Planning January 2020
Transportation
The Pedestrian-Priority Movement Picks Up Speed
San Francisco just became the latest North American city to restrict private vehicles on a major thoroughfare.
By John Reinhardt, AICP
Private cars are now banned from San Francisco's busiest corridor. The move was unanimously approved by the city's Municipal Transportation Agency in October as part of the broader Better Market Street Project, a $600 million redesign intended to prioritize public transit, enhance pedestrian safety, and improve the public realm along the 2.2-mile corridor of Market Street between the Embarcadero and Octavia Boulevard.
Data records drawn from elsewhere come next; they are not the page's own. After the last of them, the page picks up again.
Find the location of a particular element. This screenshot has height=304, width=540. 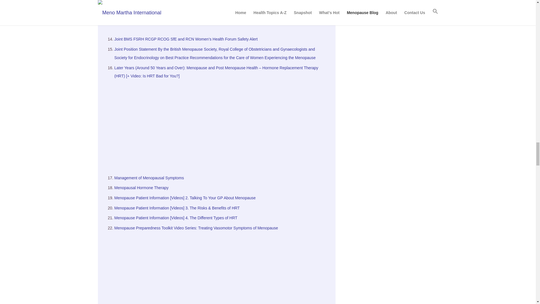

YouTube video player is located at coordinates (222, 268).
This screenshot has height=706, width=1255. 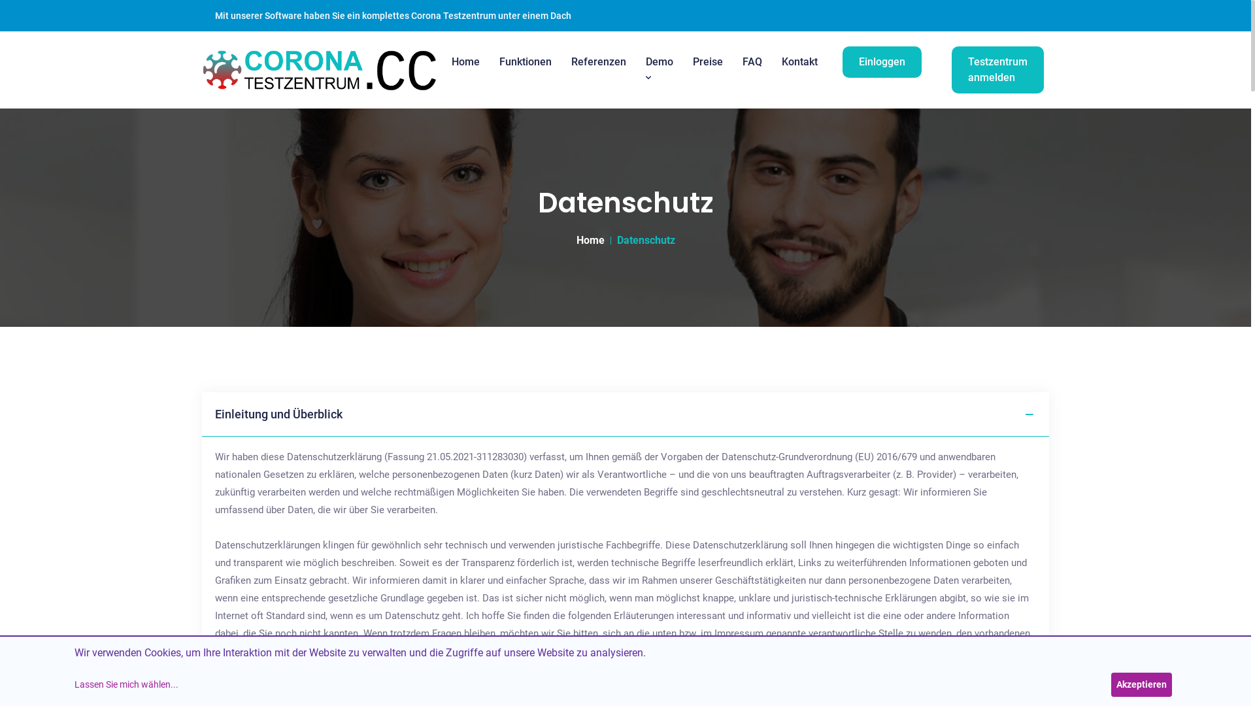 What do you see at coordinates (800, 62) in the screenshot?
I see `Kontakt` at bounding box center [800, 62].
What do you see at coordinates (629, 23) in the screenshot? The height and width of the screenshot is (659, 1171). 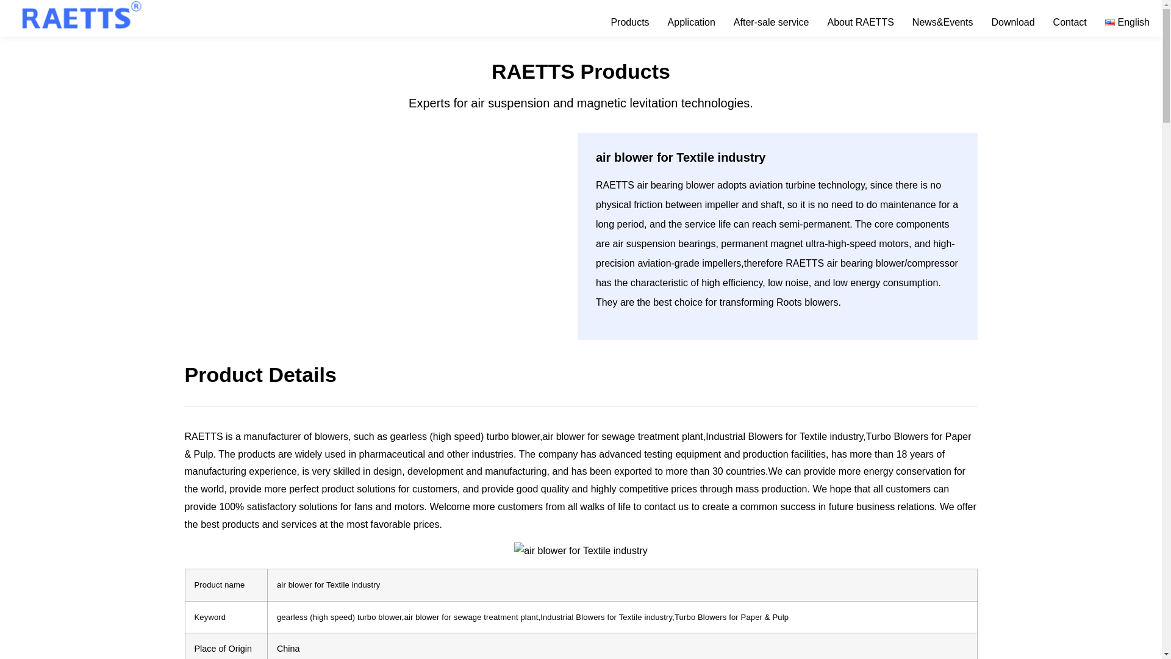 I see `Products` at bounding box center [629, 23].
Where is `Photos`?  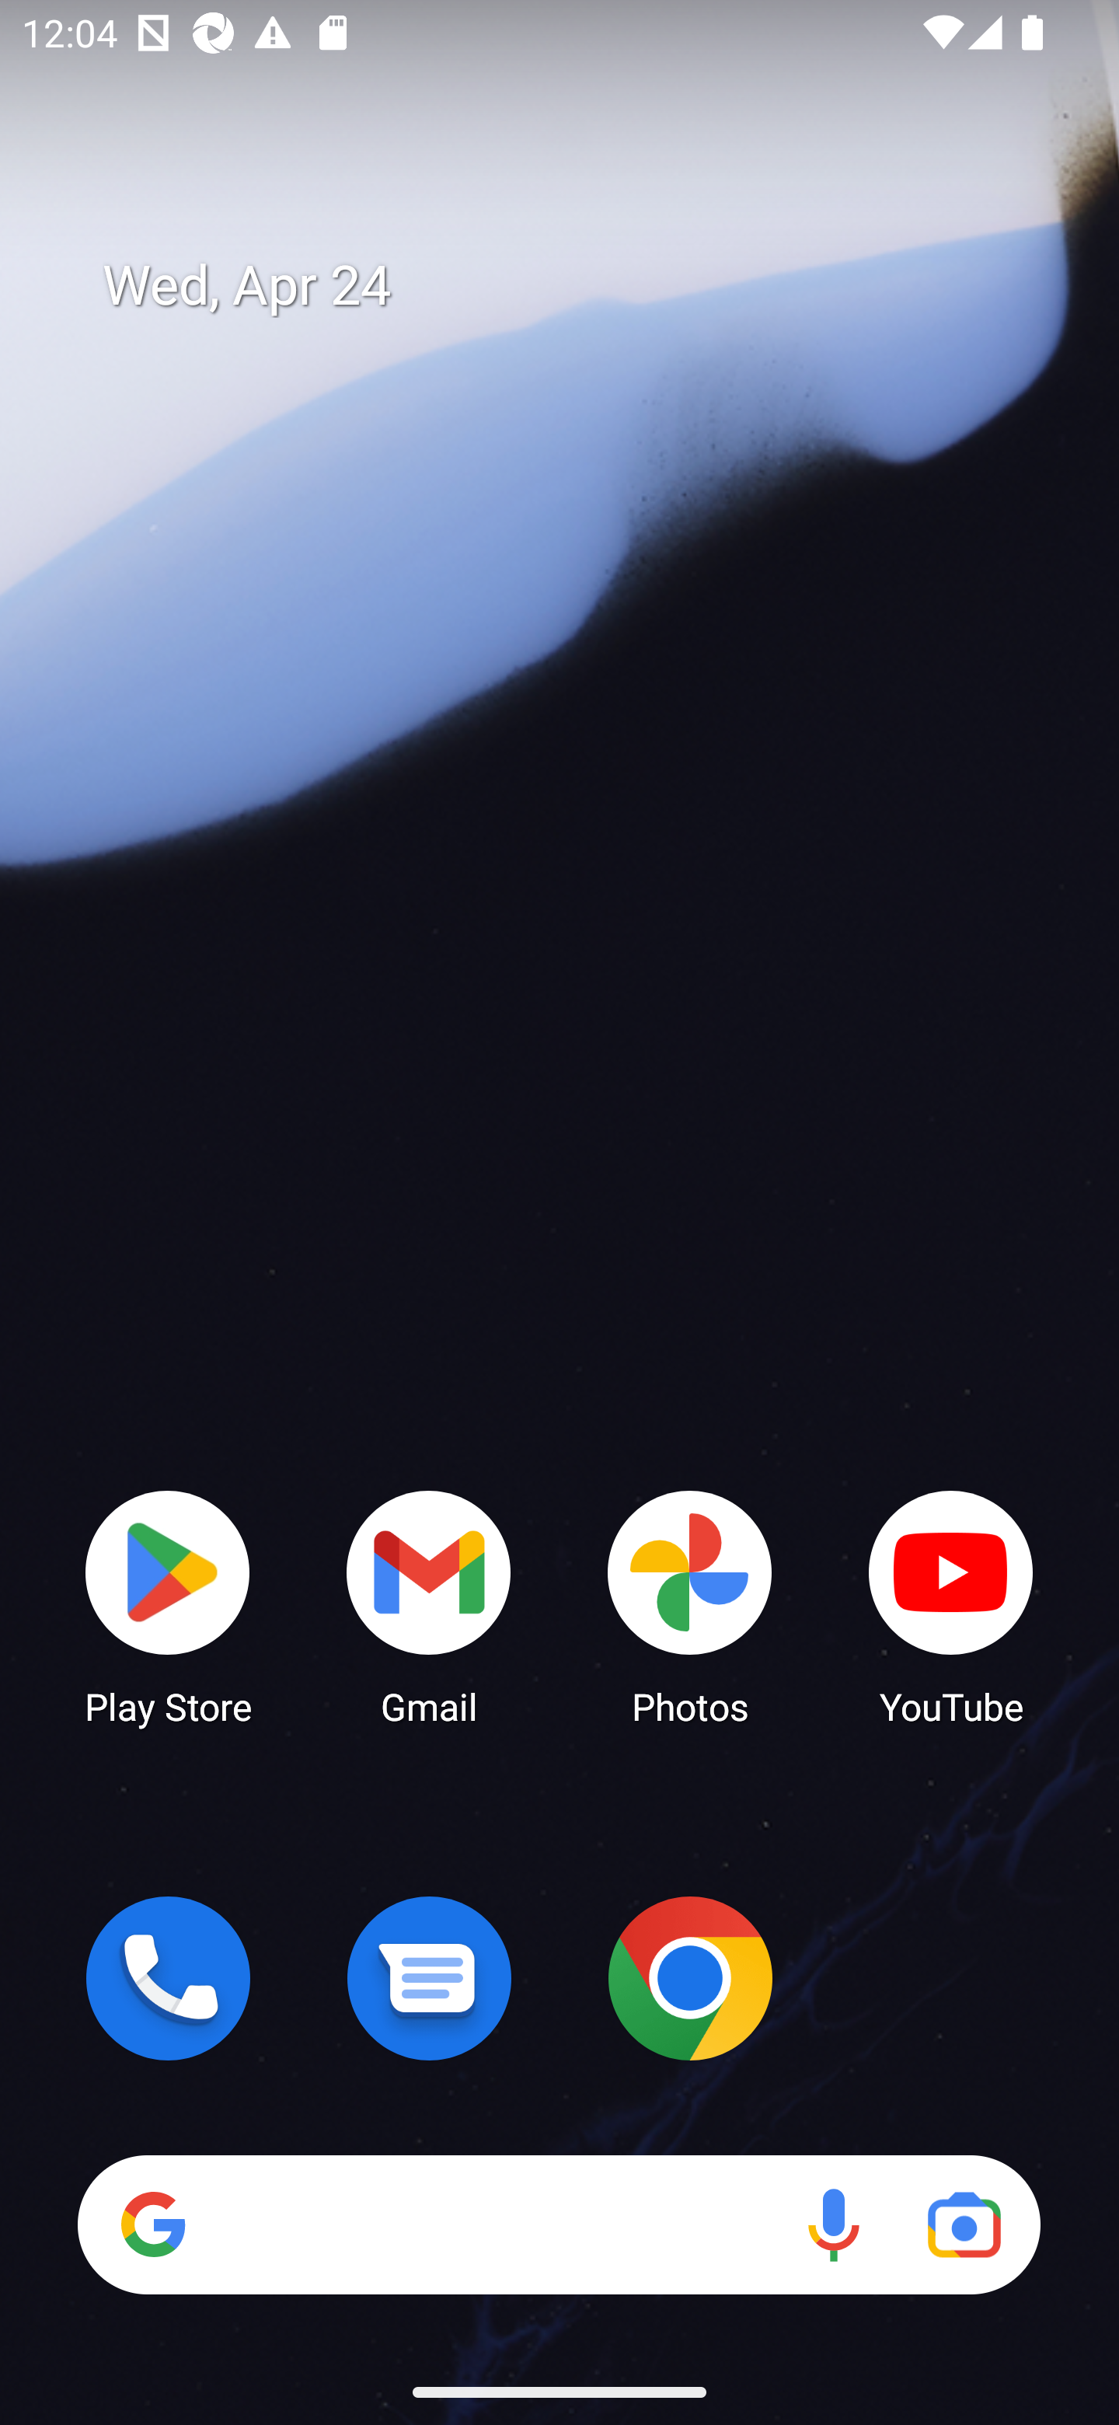 Photos is located at coordinates (690, 1606).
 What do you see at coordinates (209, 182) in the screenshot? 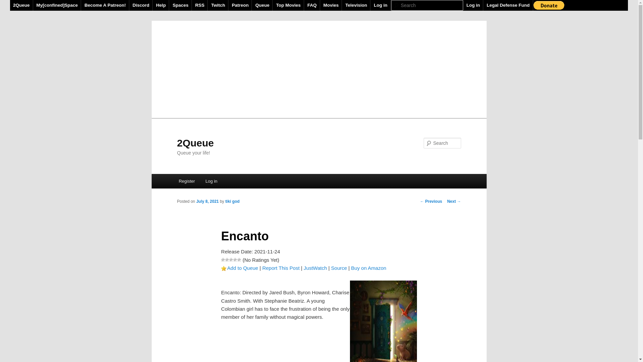
I see `Skip to primary content` at bounding box center [209, 182].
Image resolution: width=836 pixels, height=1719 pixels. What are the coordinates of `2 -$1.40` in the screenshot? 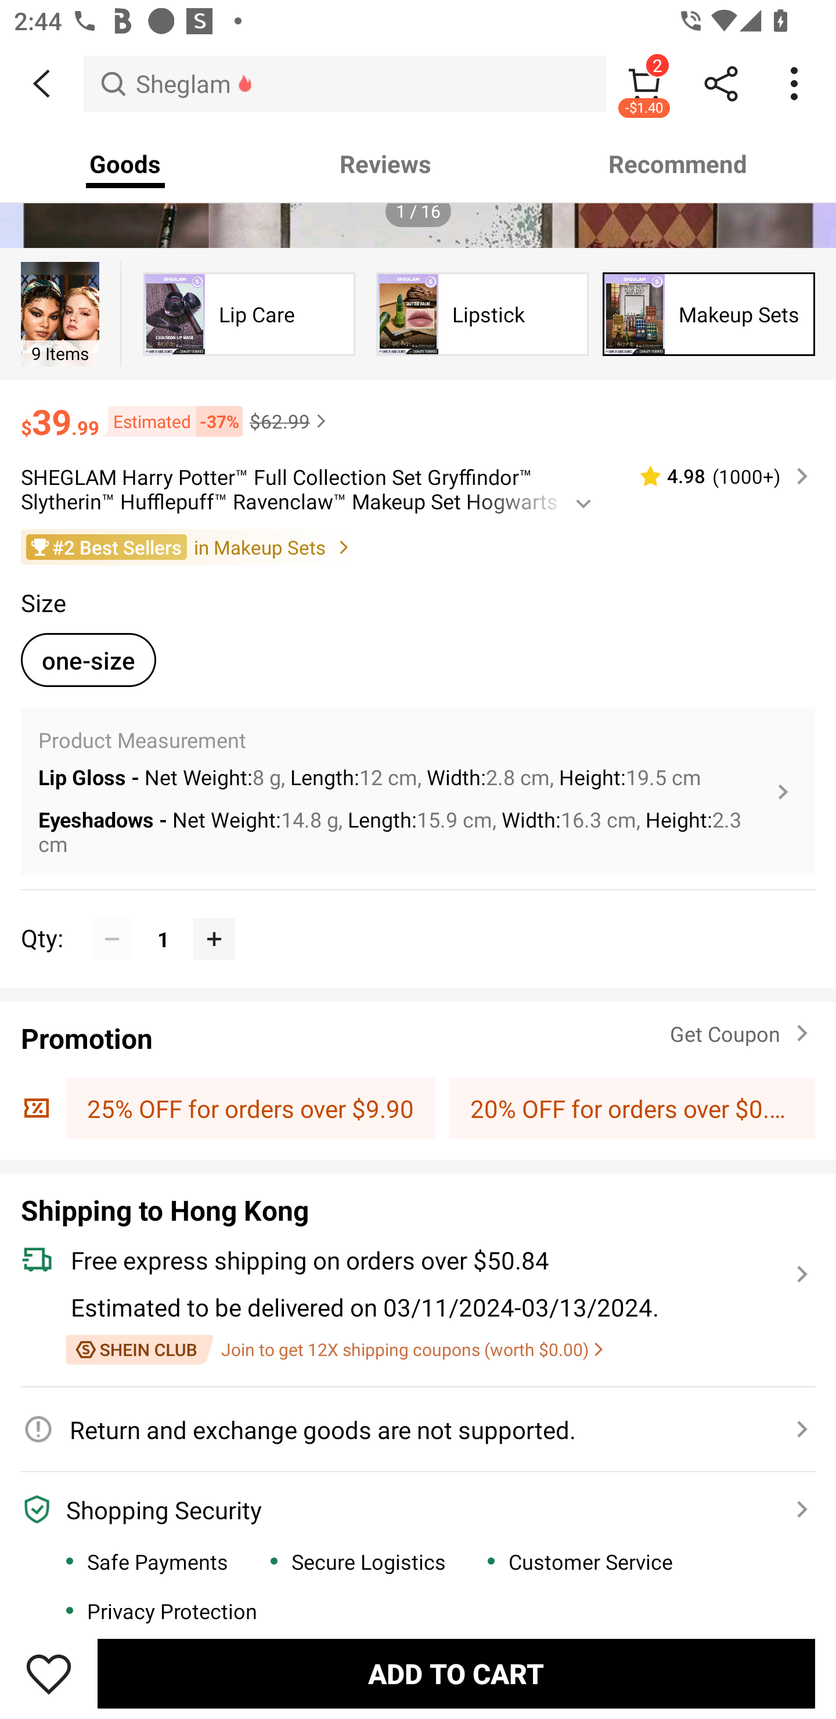 It's located at (645, 83).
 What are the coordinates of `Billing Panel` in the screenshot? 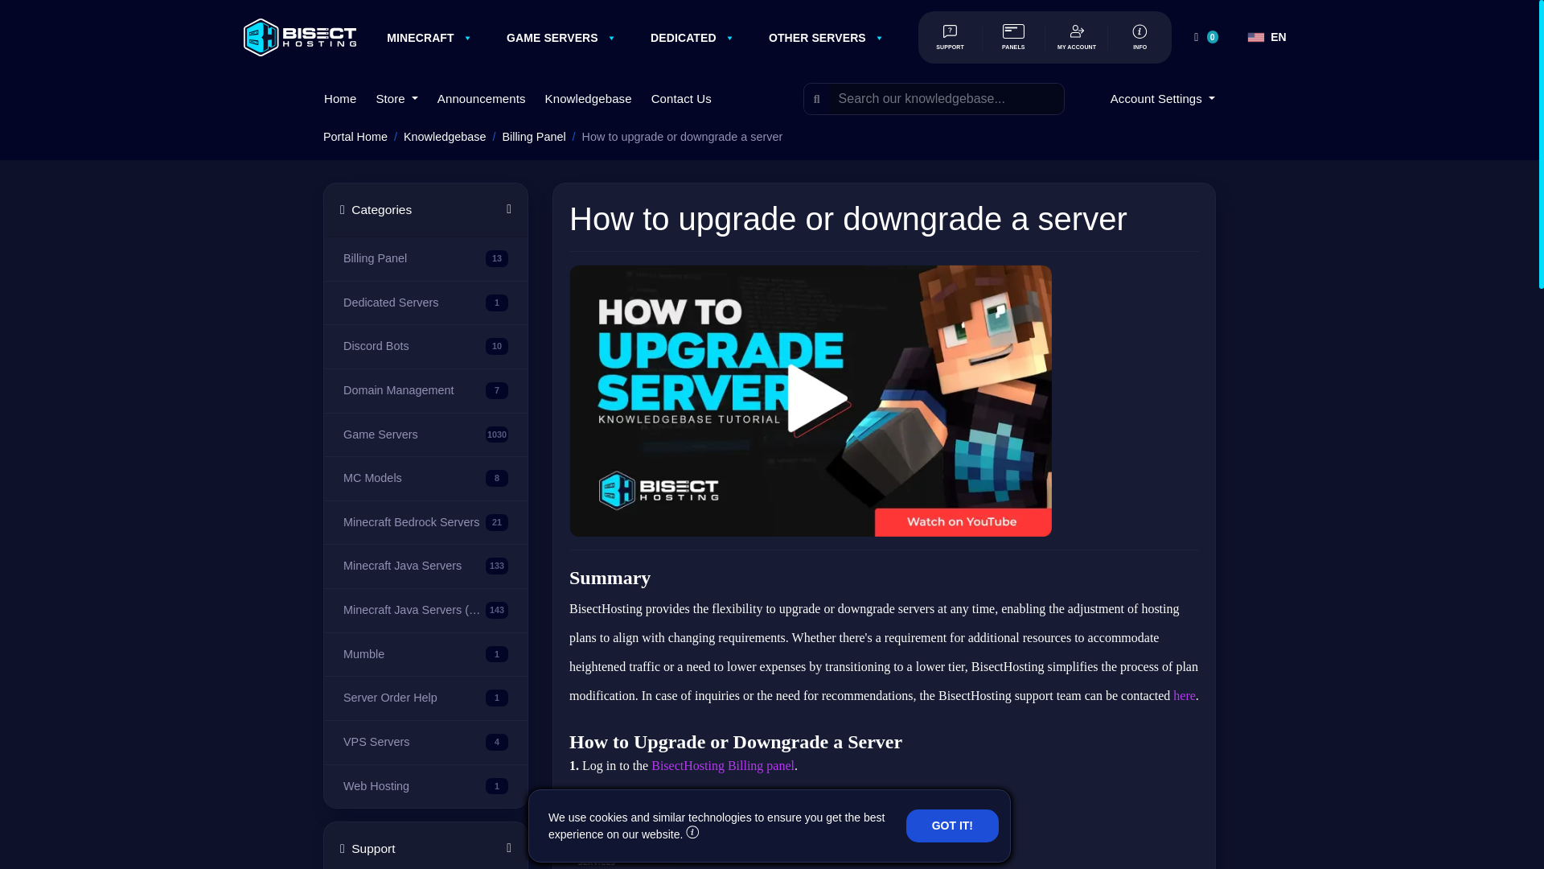 It's located at (414, 259).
These efforts attempt to address a challenge cities across the globe are tackling: How can our streets, still firmly the domain of the automobile, better accommodate the needs of all users? In San Francisco and a handful of other cities, the solution is trending toward physical and operational street design interventions that limit — or completely eliminate — car use.
A generational opportunity
In recent years, a series of technological innovations has increased the demand for city streets: the well-documented rise of Uber and Lyft, the increased need for curb space given the popularity of online shopping and direct-delivery services, new mobility options like bike share and e-scooters. At the same time, increased congestion, declining public transit speeds, and an increased focus on pedestrian safety have all put a renewed spotlight on street design.
"There's a growing sense that our streets have to function in multiple ways," says John Rahaim, San Francisco's planning director. On Market Street, that includes not only cars, but BART trains and commuter rail underground and buses, streetcars, and bicycles on the surface. "Market Street is where the region's transit system comes together, and it's also the city's most important ceremonial street. The goal of this project is to improve both conditions."
Prioritizing public transit is a major goal of the redesign. Along with the restrictions on private vehicles, Phase 1 is expected to launch early this year with transit-only lanes, a rethinking of commercial and passenger loading to shift many of those curb uses to side streets, and painted safety zones at eight key intersections. While taxis will be permitted, ride-share vehicles like Uber and Lyft will be required to use pickup points along side streets.
The plan also calls for new furnishings; proposed changes to bus operations, including streamlined routes, a priority center lane, and consolidated stops; and elevated bikeways separated from pedestrian sidewalks.
Currently, the area is identified as part of Vision Zero SF's High Injury Corridor. A recent spate of pedestrian fatalities at Market Street intersections, including three in a two-week span last August, highlight the danger. "Part of this discussion has certainly been around safety, how we design streets so they're safe," says Janice Lee, the director of advocacy for the San Francisco Bike Coalition.
The redesign has been a long time coming, she says. The San Francisco Bike Coalition has worked for nearly a decade in support of the plan — and it's been even longer since the corridor last saw improvements on this scale.
"The last time Market Street received major focus was nearly 50 years ago, when Lawrence Halprin, the famous urban designer, created the redesign plan that left us with the series of plazas we have today," says Lee. "In that respect, Better Market Street is truly a generational opportunity."
Despite the magnitude of the proposed changes, there has been little public opposition to the car ban. "What was really exciting was that there was such consensus around this project," Lee says.
"Part of it is because we've had certain vehicle restrictions in place for some time already," says Rahaim. Restrictions have been in place since 2015 that prevent private vehicles from turning onto Market Street at specific intersections. "Part of it is because you realize quickly that the clashing grids make Market Street a very inefficient place to drive."
A growing trend
A few other North American cities are experimenting with pedestrian-priority streets. In late 2017, Toronto piloted a redesign of its heavily congested King Street that restricted car traffic to improve transit speeds. The city also ceded some of the former four-lane street to other uses, allowing for the installation of 18 new pedestrian plazas along the route.
Through a robust monitoring and evaluation program, the city discovered by the end of the pilot in December 2018 that weekly transit ridership was up 17 percent, while cycling increased by 190 percent. The pilot proved so popular that in April, Toronto's city council voted to make the redesign permanent.
In New York City, a plan that had been in the works since 2017 to prioritize transit and trucks on 14th Street — home to the M14, the city's slowest bus route — was twice stymied by lawsuits. The pilot finally moved forward this past October following approval from the Appellate Division of the New York Supreme Court. According to the Metropolitan Transit Authority, the M14 is moving 38 percent faster than last year's bus travel times, and ridership has already increased by 21 percent.
San Francisco begins implementing its "Quick Build" improvements this month, including the vehicle and loading restrictions. "Private vehicles will be banned from 10th Street all the way to the water," which amounts to nearly two miles, Rahaim says. "That's quite a stretch."
"Something like Market Street is going to move the conversation," Lee says. "Maybe this is a watershed moment. I certainly hope it is."
John Reinhardt is a transportation consultant at Sam Schwartz.